The Wall Street Journal reports that SAP, who was sentenced by a jury to pay Oracle $1.3 billion for copyright infringement last November, is trying to drastically reduce this amount. The software maker filed motions to do some damage control after now- defunct SAP unit, TomorrowNow Inc, infringed 120 Oracle copyrights and took a $1.3BN chunk of SAP’s quarterly earnings.
“An SAP spokesman said the company believes the verdict was “based on a legal theory, a so-called ‘hypothetical license’ that should not have been permitted in this case, and that the verdict was improperly excessive and based on speculation.” In court documents, SAP said the verdict was “in conflict with copyright law and founded on sheer speculation. It cannot stand.”
SAP said it would consider appealing to the verdict in recent court documents, and asked the court to chop down almost one and a half billion dollars to a mere $28 million, or no more than $408.7 million, or “order a new trial to determine damages based on lost profits and infringer’s profits.”

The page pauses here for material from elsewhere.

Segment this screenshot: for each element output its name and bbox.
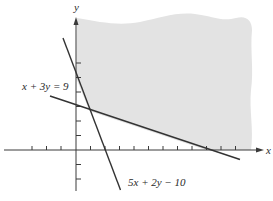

SAP and Oracle’s legal battle goes a long way back, and it all started when TomorrowNow, which used to provide software support and maintenance to Oracle customers, illegally downloaded Oracle software and documents. That includes the trail’s opening, Larry Ellison’s statement that the worth of the intellectual property TommorowNow stole is a whopping $4 billion and SAP’s response, which arrived in the form of a $40 million offer. The news was followed by a court ruling which awarded Oracle $1.67 billion in damages; a sum which was eventually reduced to the current $1.3BN. Oracle’s asking of $200 million in pre-judgment interests was taken down to $16 million.
By the looks of it now, the SAP-Oracle saga is kicking off a whole new chapter.